50-MHz Progress

As I mentioned in the previous post, I’ve made some strides toward getting on 6 meters over the weekend.  I assembled the 3-element Yagi last weekend.  It was leaning against a post in our back yard pointing skyward for a few days.  I told Sarah that I was thinking of adding 18,431 more of these antennas so I could compete with the 50-MHz radar at Jicamarca.  She was not amused.  I hadn’t even mentioned anything about megawatts.  Yes, Virginia, the mast in the photo is not square.  The top portion of the mast is a little skewed in the rotor and it’s attached with rusty U-bolts that I’ve never loosened.  I’m still turning the antenna with the TR-2, even though I have a T2X out here now.  I will do that swap eventually.  But, for right now, the TR-2 is doing fine.

In order to start moving the transverter toward its new home in a beautiful rack-mount enclosure that previously housed a 900-MHz digital repeater (not included when I obtained the box, unfortunately), I had to “re-arrange its internal organs”, as a menacing extraterrestrial used to say in Space Quest.  Sarah wonders why I schlep all of this crap from place to place with us.  I’ve had that rack-mount box longer than we’ve been married!  It was just waiting for a chance to serve in my shack.  Anyhow.  You can see the layout above.  Sarah says it looks like a doll house.  Pretty sweet house, if I say so myself.

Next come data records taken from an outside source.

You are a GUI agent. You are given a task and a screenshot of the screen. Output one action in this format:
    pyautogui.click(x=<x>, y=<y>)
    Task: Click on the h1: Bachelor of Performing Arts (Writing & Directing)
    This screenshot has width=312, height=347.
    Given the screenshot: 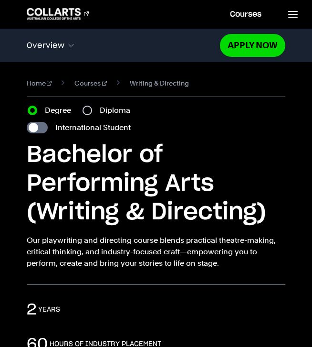 What is the action you would take?
    pyautogui.click(x=156, y=184)
    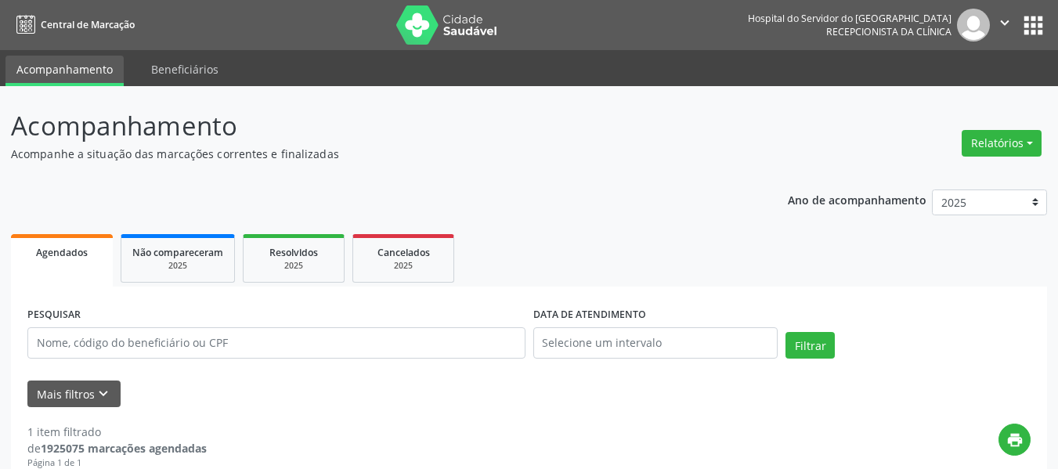  What do you see at coordinates (1014, 439) in the screenshot?
I see `button: print` at bounding box center [1014, 439].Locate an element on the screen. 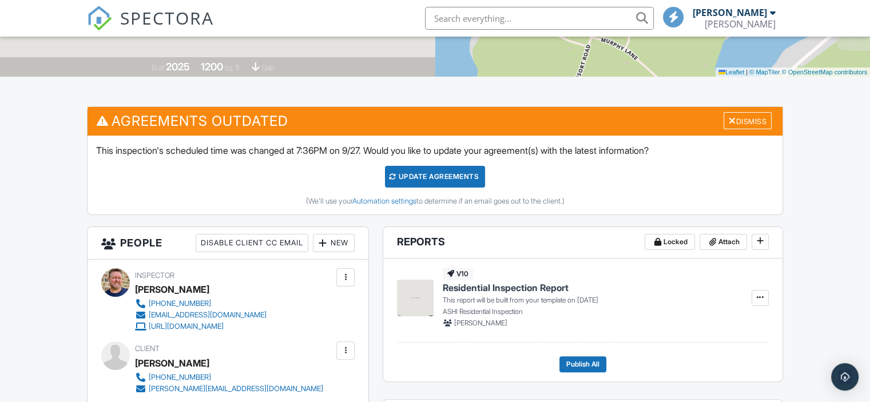 This screenshot has width=870, height=402. a: SPECTORA is located at coordinates (150, 27).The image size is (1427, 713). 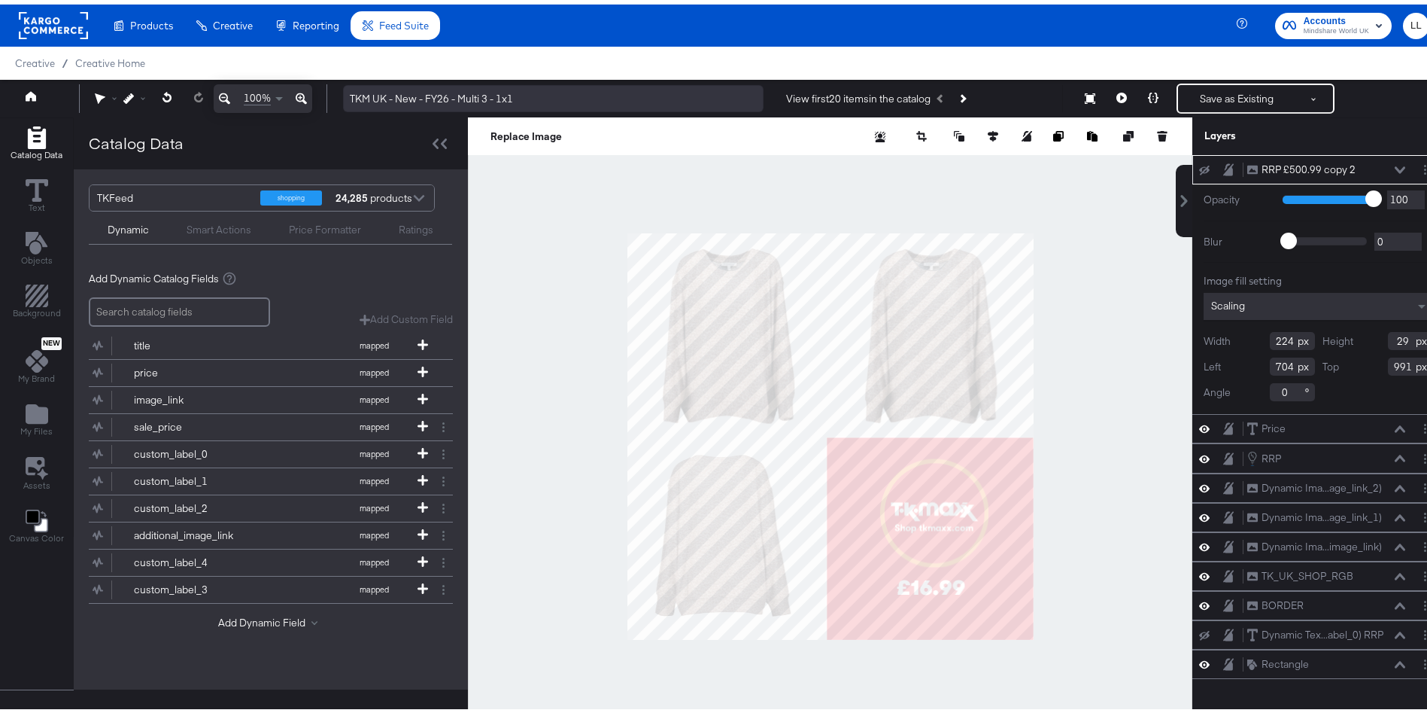 What do you see at coordinates (1093, 132) in the screenshot?
I see `svg: Paste image` at bounding box center [1093, 132].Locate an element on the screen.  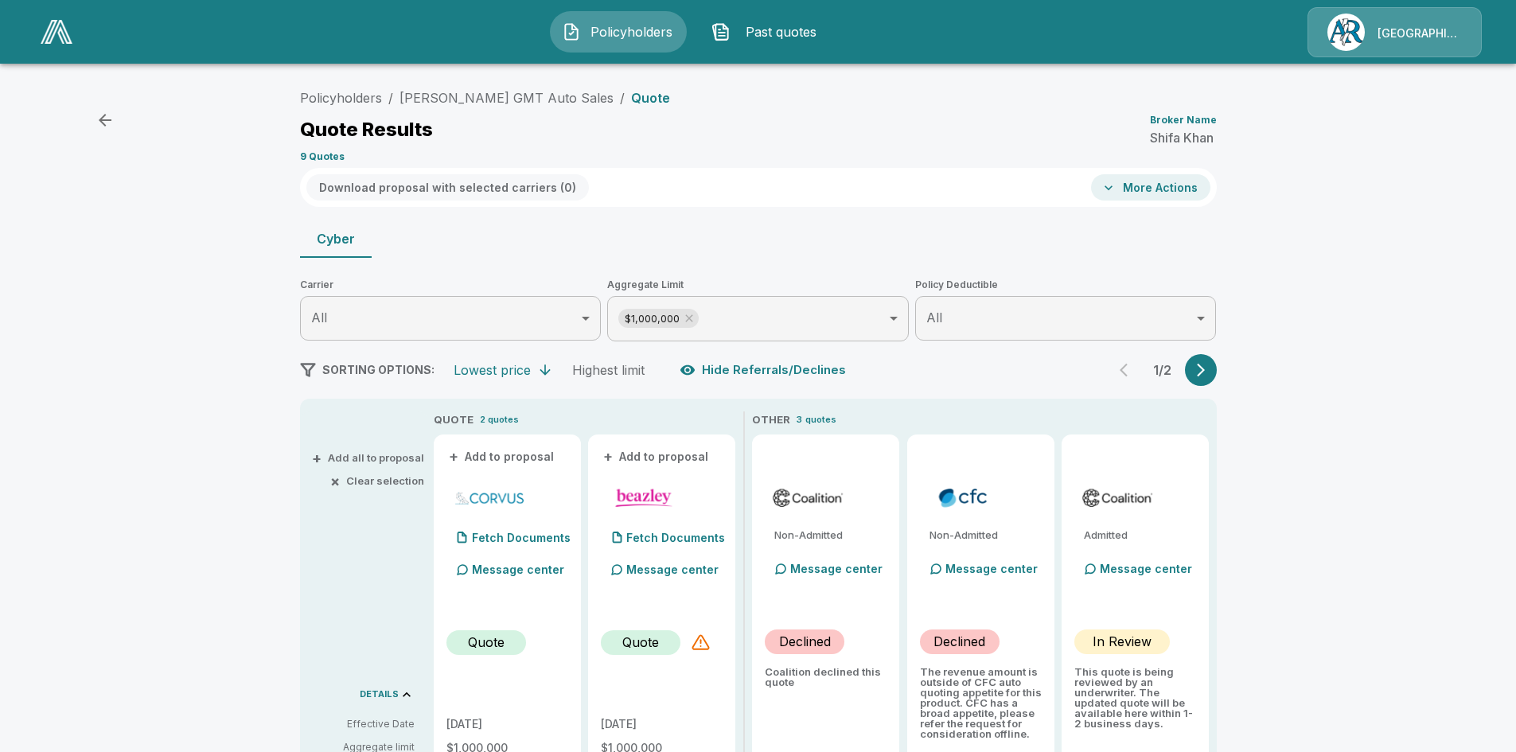
p: The revenue amount is outside of CFC auto quoting appetite for this product. CFC has a broad appe... is located at coordinates (981, 703).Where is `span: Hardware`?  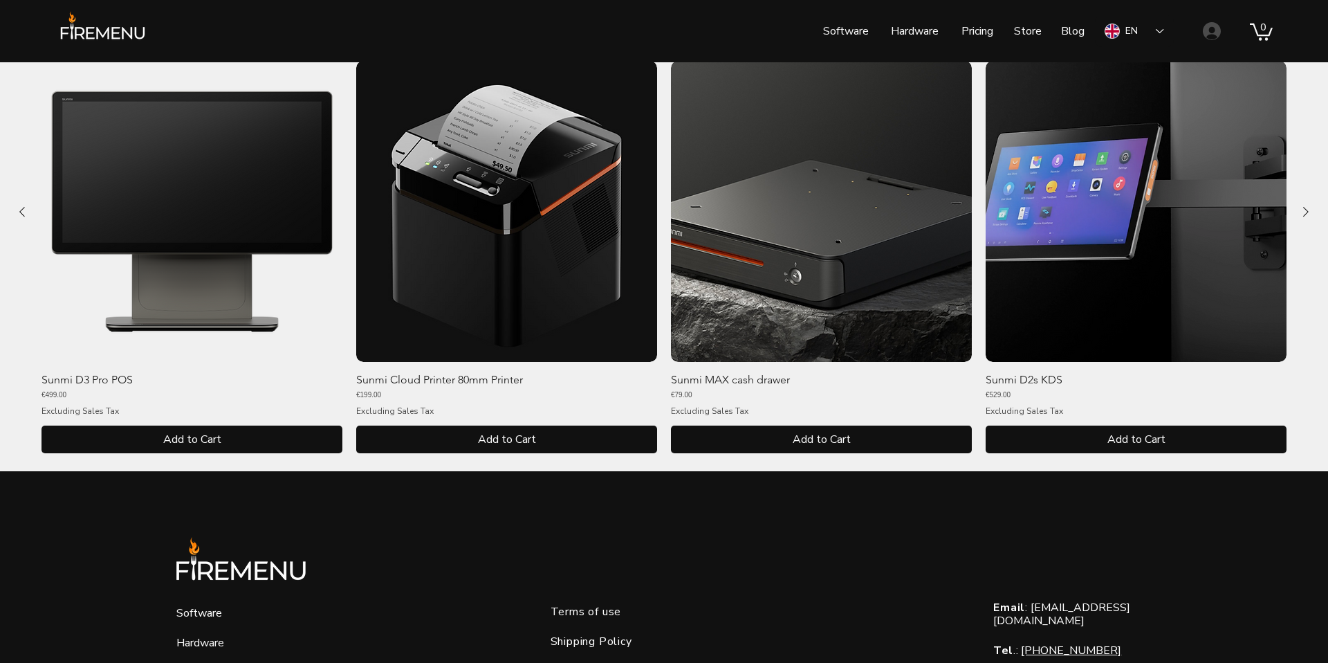
span: Hardware is located at coordinates (200, 643).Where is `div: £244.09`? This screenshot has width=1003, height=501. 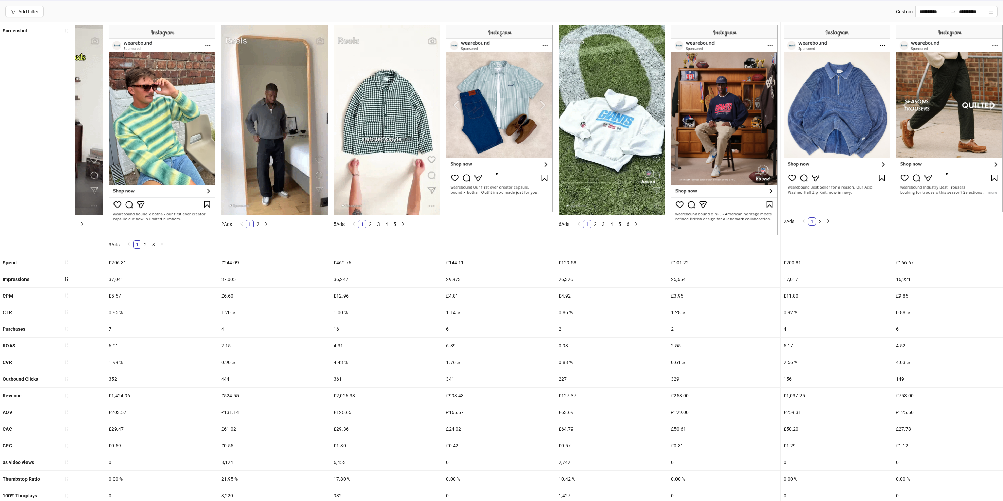 div: £244.09 is located at coordinates (274, 263).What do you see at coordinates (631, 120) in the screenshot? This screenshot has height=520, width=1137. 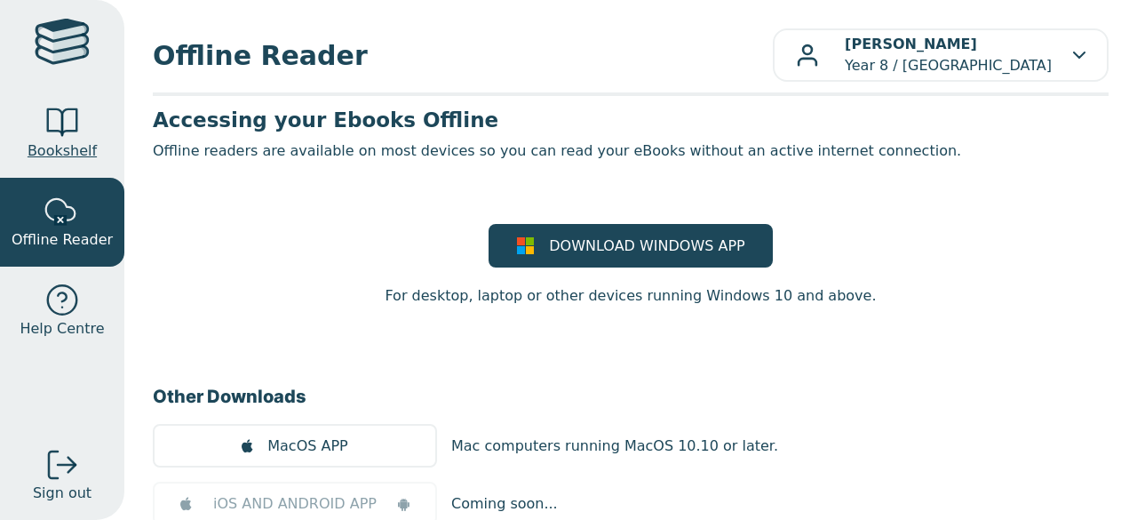 I see `h3: Accessing your Ebooks Offline` at bounding box center [631, 120].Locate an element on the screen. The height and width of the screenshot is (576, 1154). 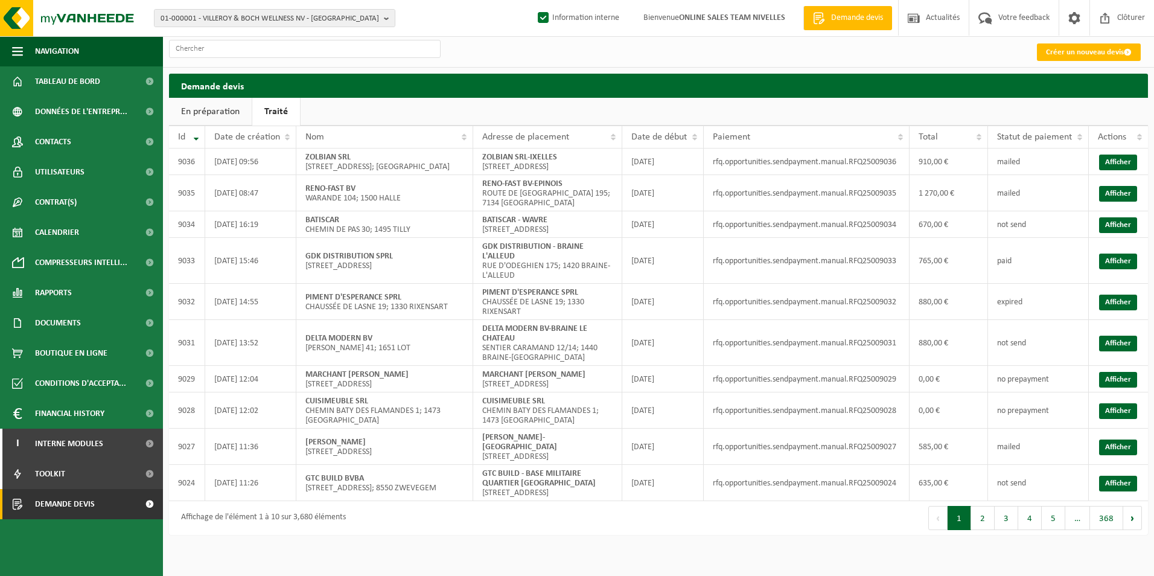
strong: RENO-FAST BV is located at coordinates (330, 188). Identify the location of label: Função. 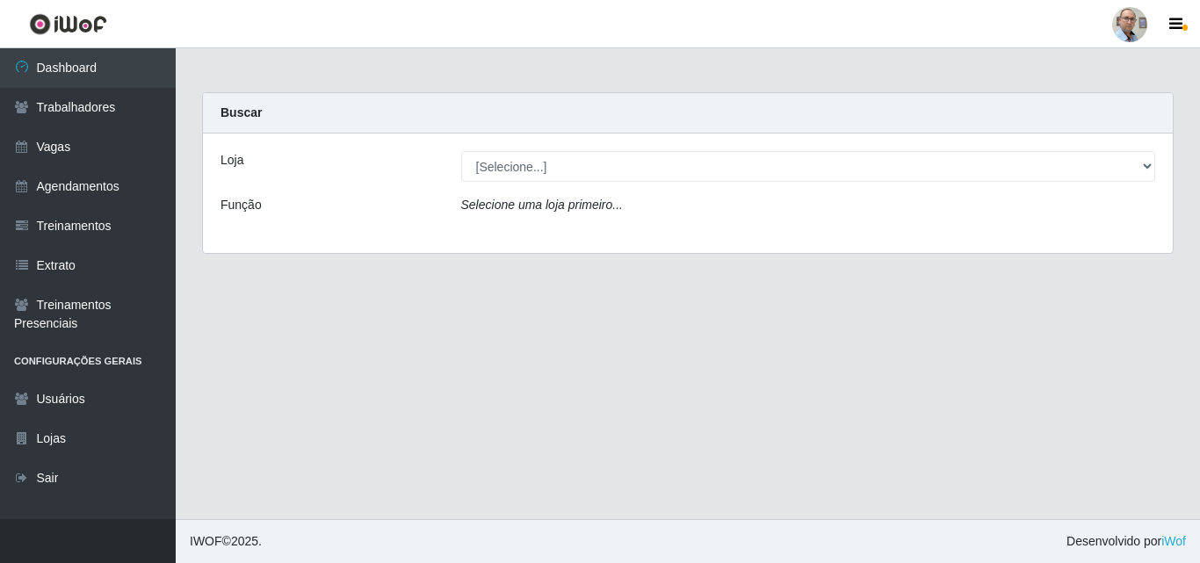
(241, 205).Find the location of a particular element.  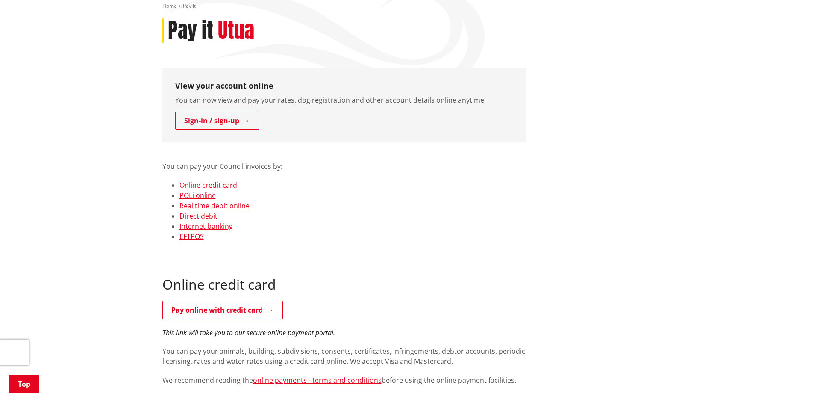

a: Pay online with credit card is located at coordinates (223, 310).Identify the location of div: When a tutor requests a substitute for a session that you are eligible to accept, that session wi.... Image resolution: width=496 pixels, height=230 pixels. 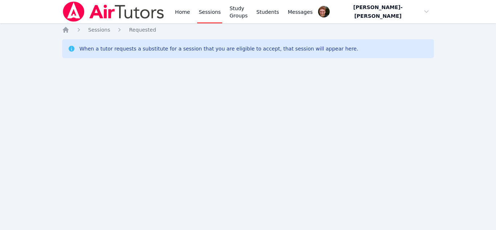
(219, 49).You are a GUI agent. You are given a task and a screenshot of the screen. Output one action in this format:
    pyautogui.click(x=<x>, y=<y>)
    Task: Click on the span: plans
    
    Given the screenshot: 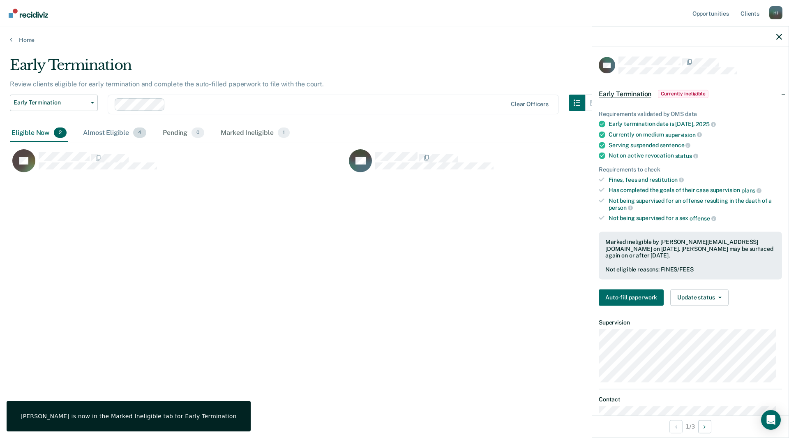 What is the action you would take?
    pyautogui.click(x=751, y=190)
    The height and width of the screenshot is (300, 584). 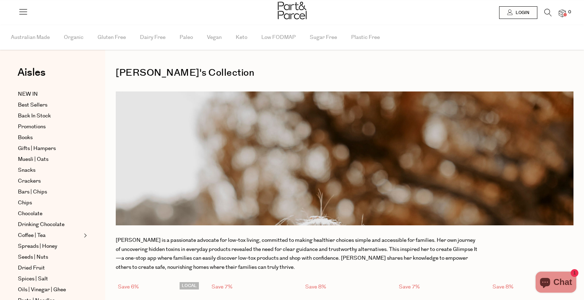 I want to click on span: Gifts | Hampers, so click(x=37, y=149).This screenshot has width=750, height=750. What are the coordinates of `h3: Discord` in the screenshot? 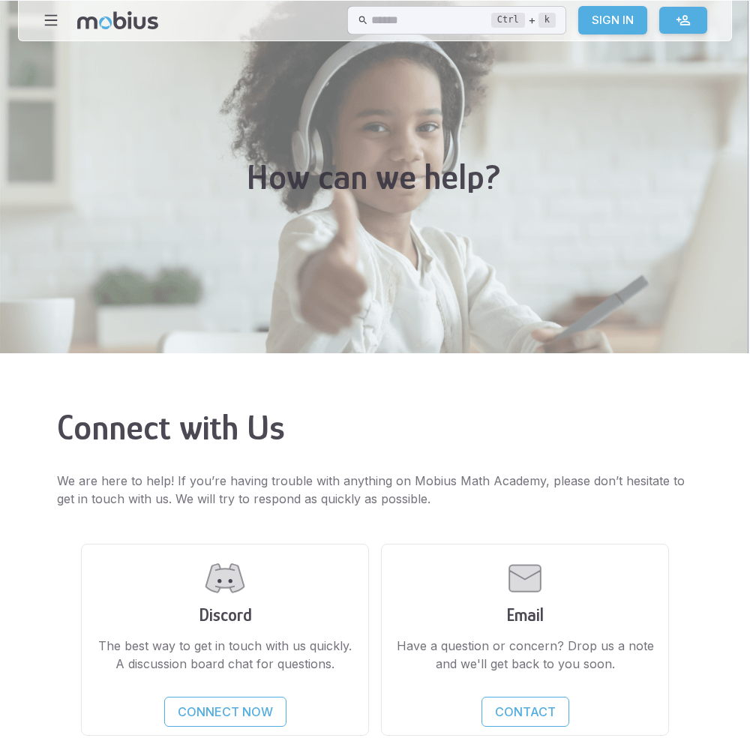 It's located at (225, 614). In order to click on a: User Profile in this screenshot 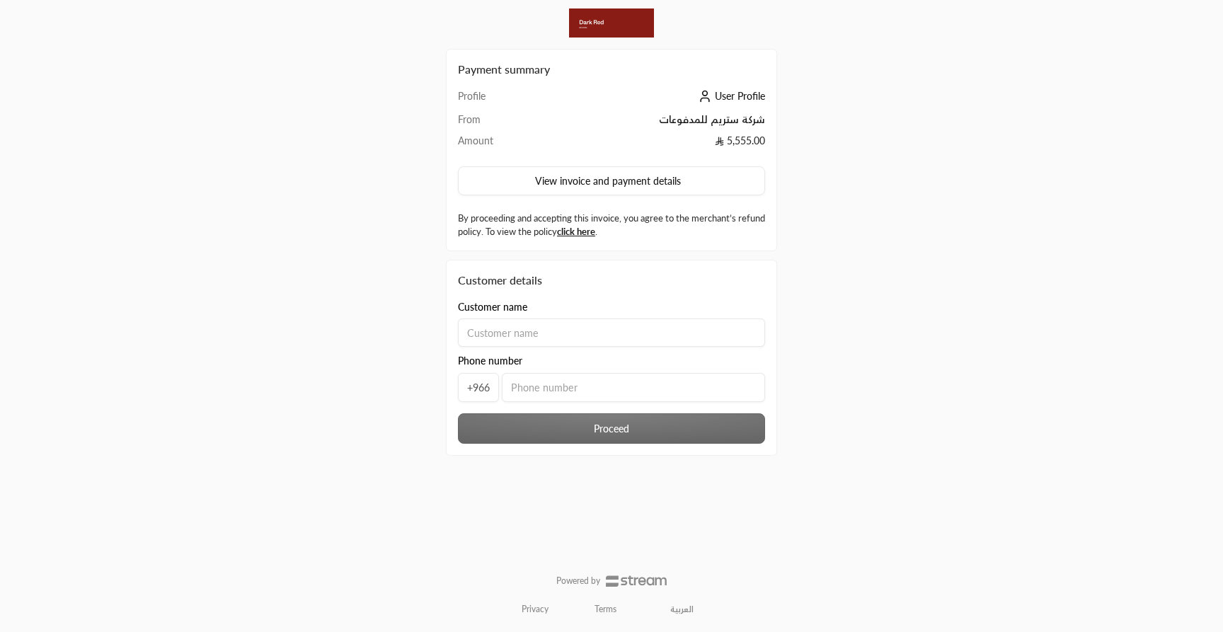, I will do `click(729, 96)`. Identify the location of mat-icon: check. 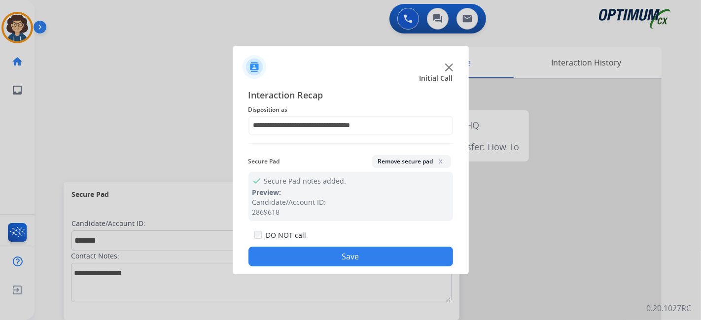
(256, 180).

Here’s another view of the partially-integrated box.  I’m running it off a battery because I don’t have the power supply subsystem installed in the box, yet.  It’s really just a PA and some control circuitry away from operational.  Although, I would like to align the TX side with a spectrum analyzer at some point.

I heard quite a few signals in the ARRL contest over the weekend.  W5ZN comes to mind, as well as a couple of locals like N4QQ, who lives just a stone’s throw away on the other side of the Beltway (aka the wrong side of the tracks).  I suspect that the locals would move the S-meter a little more (like past S9) if I put an IF amplifier in after the RX mixer.  But, I’m not really keen to do that unless I have to.

Schematics will come once I’m finished.  But, nothing about this so far has been rocket science (or brain surgery, as the rocket scientists say).  I’ve just been following the Handbook.

Ethan Miller, K8GU, is a regular contributor to AmateurRadio.com and writes from Maryland, USA. Contact him at [email protected].